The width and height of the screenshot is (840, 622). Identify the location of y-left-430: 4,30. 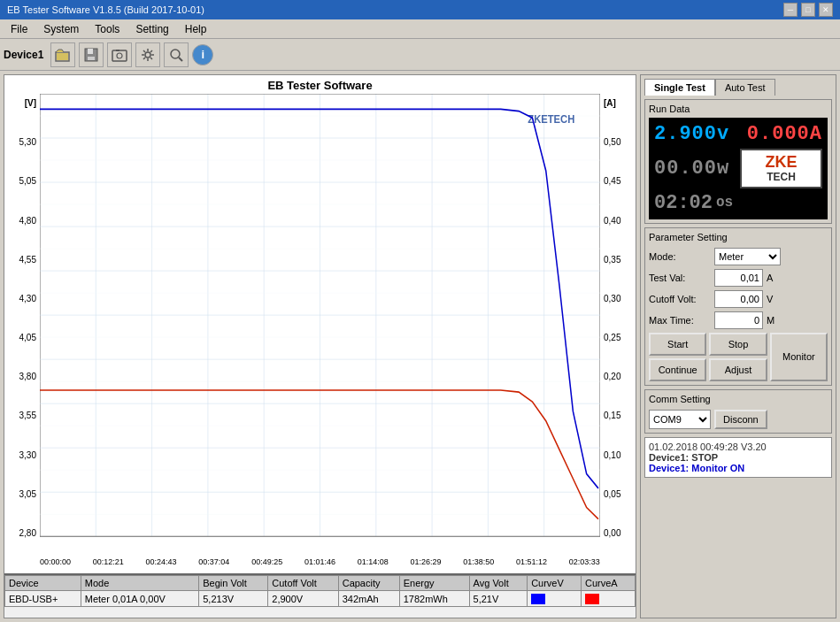
(28, 299).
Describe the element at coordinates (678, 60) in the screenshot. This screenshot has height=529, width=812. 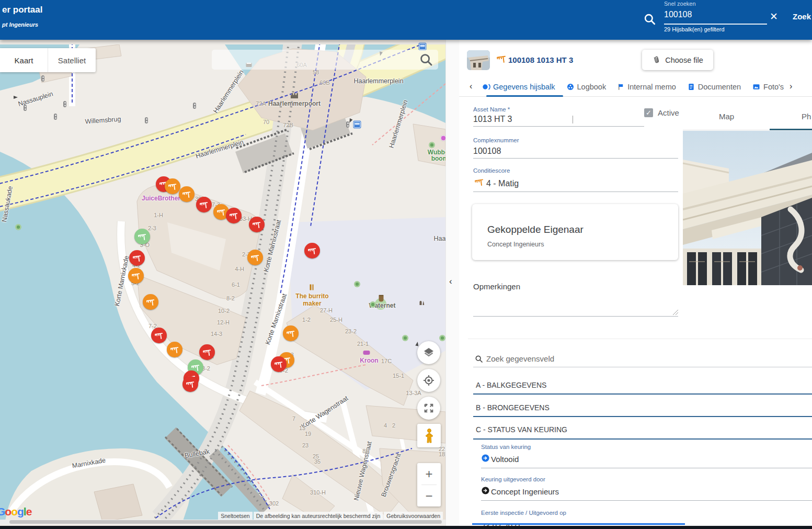
I see `choose-file-button: Choose file` at that location.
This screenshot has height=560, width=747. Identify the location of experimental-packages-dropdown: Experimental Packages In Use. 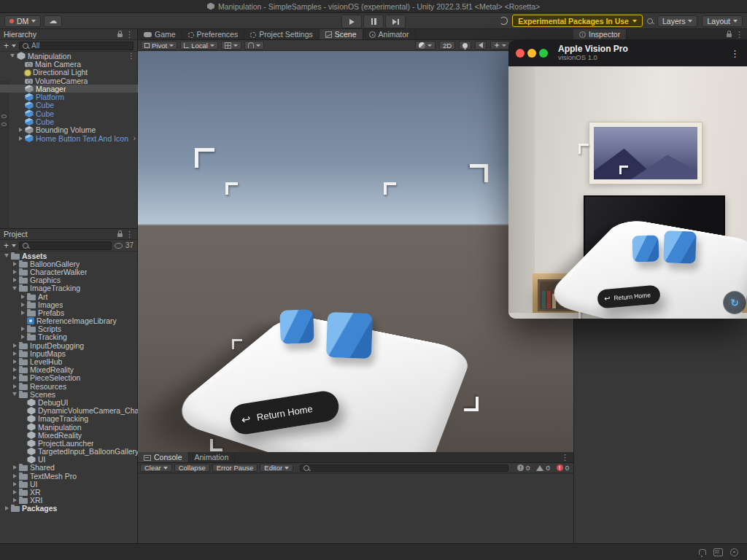
(578, 20).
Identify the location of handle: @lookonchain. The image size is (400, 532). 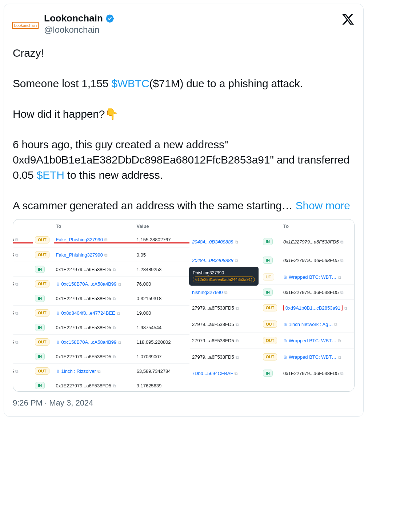
(79, 30).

PROBLEM STATEMENT ▸
Transcribe all of the material exactly and leave out its pictures.

ANSWER BOX ▸
The width and height of the screenshot is (840, 622). Identify the location of y-left-430: 4,30. 
(28, 299).
Describe the element at coordinates (678, 60) in the screenshot. This screenshot has height=529, width=812. 
I see `choose-file-button: Choose file` at that location.
This screenshot has height=560, width=747. Identify the location of experimental-packages-dropdown: Experimental Packages In Use. 
(578, 20).
Identify the location of handle: @lookonchain. The image size is (400, 532). 
(79, 30).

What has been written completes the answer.